From: Stefan Monnier
Subject: Re: Reliable after-change-functions (via: Using incremental parsing in Emacs)
Date: Tue, 31 Mar 2020 15:35:41 -0400
User-agent: Gnus/5.13 (Gnus v5.13) Emacs/28.0.50 (gnu/linux)

>> > It should be obvious that sending a buffer as a single string is less
>> > efficient than letting tree-sitter access buffer text directly.  We
>> > just need an appropriate API for that (maybe there is one already, I
>> > didn't take a look at their sources since January).
>> My benchmark say that `buffer-string` takes about 1/3 the time of
>> `parse-partial-sexp`, so letting tree-sitter access our buffer text
>> directly is unlikely to give more than a 30% speed up.
> Sure, but we never call parse-partial-sexp on the entire buffer, do we?

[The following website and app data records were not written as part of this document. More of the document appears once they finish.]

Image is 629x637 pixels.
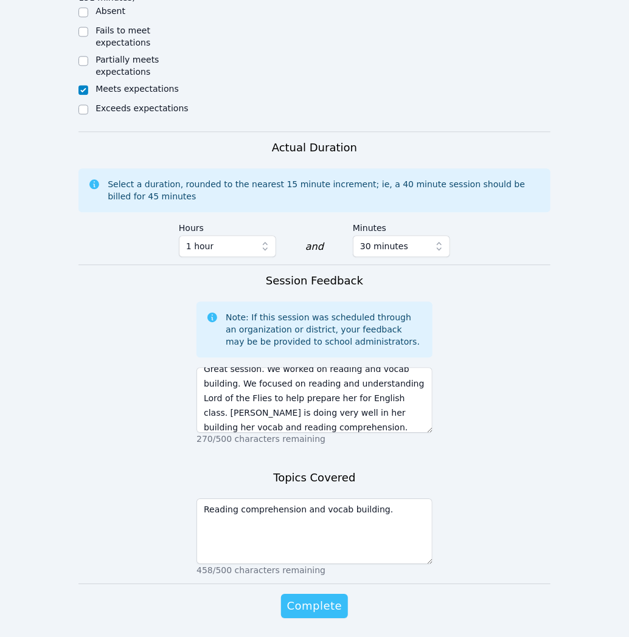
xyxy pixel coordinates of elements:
[179,217,276,235] label: Hours
[353,217,450,235] label: Minutes
[95,55,159,77] label: Partially meets expectations
[360,239,408,254] span: 30 minutes
[266,272,363,290] h3: Session Feedback
[226,311,423,348] div: Note: If this session was scheduled through an organization or district, your feedback may be be ...
[196,367,432,433] textarea: Great session. We worked on reading and vocab building. We focused on reading and understanding L...
[272,139,357,156] h3: Actual Duration
[95,84,179,94] label: Meets expectations
[95,103,188,113] label: Exceeds expectations
[273,470,355,487] h3: Topics Covered
[353,235,450,257] button: 30 minutes
[95,26,150,47] label: Fails to meet expectations
[287,598,342,615] span: Complete
[196,433,432,445] p: 270/500 characters remaining
[196,499,432,564] textarea: Reading comprehension and vocab building.
[281,594,348,619] button: Complete
[186,239,213,254] span: 1 hour
[196,564,432,577] p: 458/500 characters remaining
[179,235,276,257] button: 1 hour
[305,240,324,254] div: and
[95,6,125,16] label: Absent
[108,178,541,203] div: Select a duration, rounded to the nearest 15 minute increment; ie, a 40 minute session should be ...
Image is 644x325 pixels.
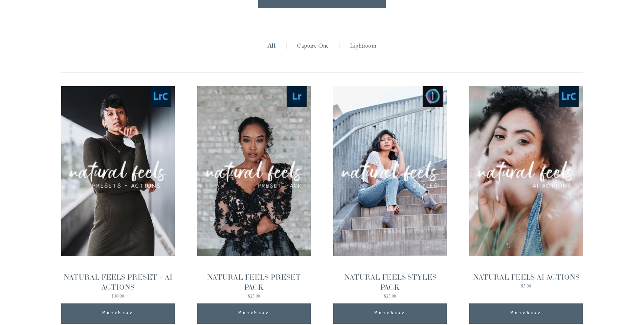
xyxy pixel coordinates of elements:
span: Purchase [102,309,134,318]
a: NATURAL FEELS PRESET + AI ACTIONS [61,86,175,301]
a: NATURAL FEELS STYLES PACK [333,86,446,301]
span: Purchase [510,309,542,318]
div: $5.00 [473,284,580,289]
a: NATURAL FEELS PRESET PACK [197,86,311,301]
span: Purchase [374,309,405,318]
div: NATURAL FEELS AI ACTIONS [473,272,580,283]
div: $25.00 [197,294,311,299]
div: NATURAL FEELS PRESET PACK [197,272,311,292]
span: | [338,41,340,52]
div: $25.00 [333,294,446,299]
a: Capture One [297,41,329,52]
div: NATURAL FEELS STYLES PACK [333,272,446,292]
div: NATURAL FEELS PRESET + AI ACTIONS [61,272,175,292]
button: Purchase [61,303,175,324]
button: Purchase [197,303,311,324]
button: Purchase [333,303,446,324]
a: NATURAL FEELS AI ACTIONS [469,86,583,290]
button: Purchase [469,303,583,324]
a: Lightroom [350,41,376,52]
span: Purchase [238,309,269,318]
div: $30.00 [61,294,175,299]
span: | [285,41,287,52]
a: All [268,41,276,52]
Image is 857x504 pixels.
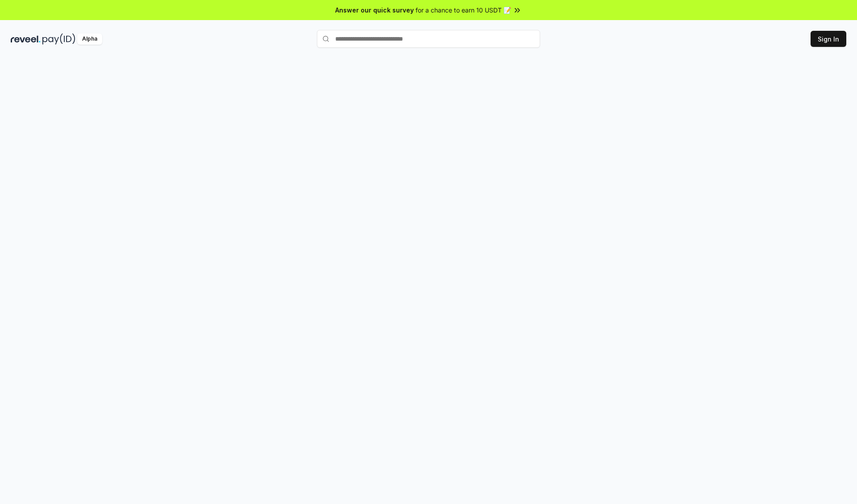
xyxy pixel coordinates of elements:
button: Sign In [811,31,846,47]
span: Answer our quick survey [336,6,414,15]
span: for a chance to earn 10 USDT 📝 [416,6,511,15]
div: Alpha [77,34,103,45]
img: pay_id [42,34,75,45]
img: reveel_dark [11,34,40,45]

Not sure how that's relevant.  I only used `parse-partial-sexp` as
a lower bound on the time tree-sitter is likely to take to do its
own parsing.

>> It doesn't mean it wouldn't be a desirable optimization, but it does
>> mean that it likely won't make a large difference as to whether it's
>> "fast enough".
> I disagree.

Your disagreement doesn't seem to be with what I said: I didn't argue
about the elegance or efficiency, only about the fact that the
performance impact is likely to be small enough that it's not going to
affect the viability of the approach.

> Communicating with a C library by making a string out of buffer text
> is extremely inelegant and inefficient.  We shouldn't do that except
> when the strings are very short.

FWIW, elegant/efficient or not, that's the standard way to do
it, AFAICT.  E.g. that's what we do in `secure-hash`, that's what we do
when parsing JSON, ...

You basically always need to en/decode the content (even if it is into
utf-8, we still need to handle the potential raw-bytes), so a copy is
hard to avoid.

Note that for regexp-matching the problem is slightly different because
we don't know beforehand which part of the buffer will be consulted, so
doing a "copy and then regmatch" would be too inefficient (we'd always
need to copy everything til point-max).